After a succession of private schools and a brief interlude at Charterhouse, Babington entered St. John’s College, Cambridge, in 1826, graduating B.A. in 1830 and receiving the M.A. in 1833. In his first year at Cambridge he established an enduring friendship with J.S. Henslow, professor of botany, whose enthusiasm confirmed Babington’s lifelong devotion to botany. Completely involved in the natural history activities of Cambridge for more than forty years, Babington was a leading member of the Ray Club, which developed into the Ray Society (founded 1844); and a number of its publications, such as Memorials of John Ray and Correspondence of John Ray, owed much to his help. A man of wide intellectual interests, he was a founding member of the Entomological Society in Cambridge and the Cambridge Antiquarian Society.
Babington’s first work, Flora Bathoniensis (1834), with critical notes and references to Continental floras, adumbrated the direction of his future taxonomic work. Two visits to the Channel Islands, in 1837 and 1838, resulted in his Primitiae florae Sarnicae (1839). The Napoleonic Wars had isolated the British Isles from botanical research in the rest of Europe, where the natural system of plant classification was generally accepted, and therefore Linnaeus’ artifical arrangement was perpetuated in such standard English works as J.E. Smith’s English Botany and the earlier editions of W.J. Hooker’s British Flora. Consequently, it was difficult for English botanists to identify the new plants published in Continental floras, a defect remedied by Babington in successive editions of his Manual of British Botany. Considered to be his magnum opus, it made its first appearance in 1843 and, with the exception of the fifth edition of Hooker’s British Flora, was the first complete guide to British plants arranged according to a natural system. Accurate and clear in its descriptions, meticulous in its assignment of genera and species, the Manual soon established itself as an indispensable field companion.
Babington differed from many of his contemporaries in insisting upon a more critical delimitation of species; this was well demonstrated in his British Rubi (1869), which described in impressive detail some forty-five species.
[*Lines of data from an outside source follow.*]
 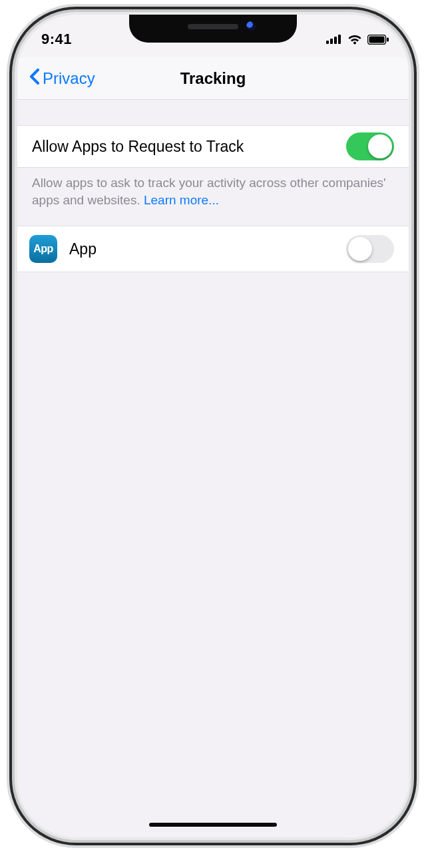 What do you see at coordinates (213, 27) in the screenshot?
I see `speaker-grille` at bounding box center [213, 27].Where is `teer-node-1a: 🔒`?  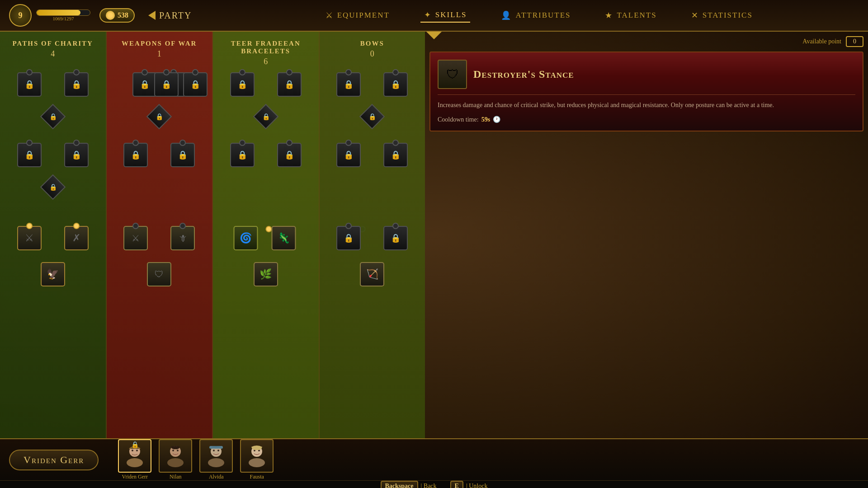 teer-node-1a: 🔒 is located at coordinates (242, 84). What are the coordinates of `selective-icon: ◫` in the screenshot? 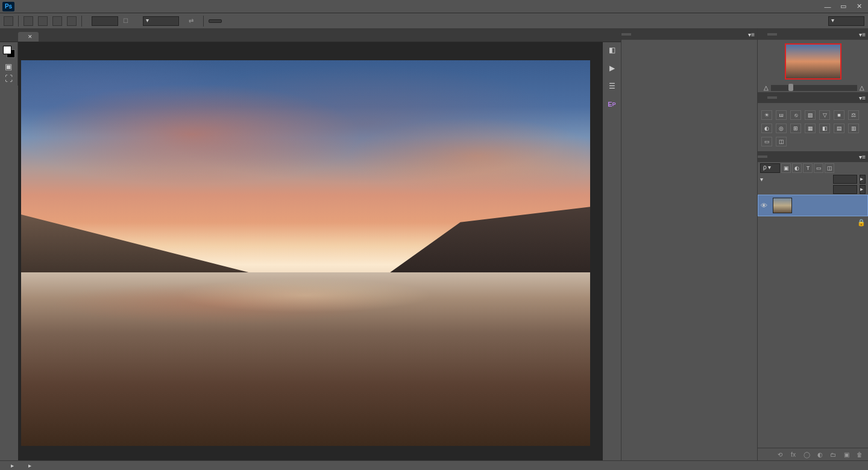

On the death of his friend Henslow in 1861, Babington was elected to the chair of botany at Cambridge, which he held until his death. He was an indifferent and infrequent lecturer; his interests were mainly in research, and during his professorship many additions were made to the Cambridge Herbarium, the most notable being John Lindley’s collection. His own collection of nearly 55,000 sheets was bequeathed to Cambridge, together with his library. At the time of his death Babington was the senior fellow of the Linnean Society, having been elected in 1830; in 1851 he was elected a fellow of the Royal Society.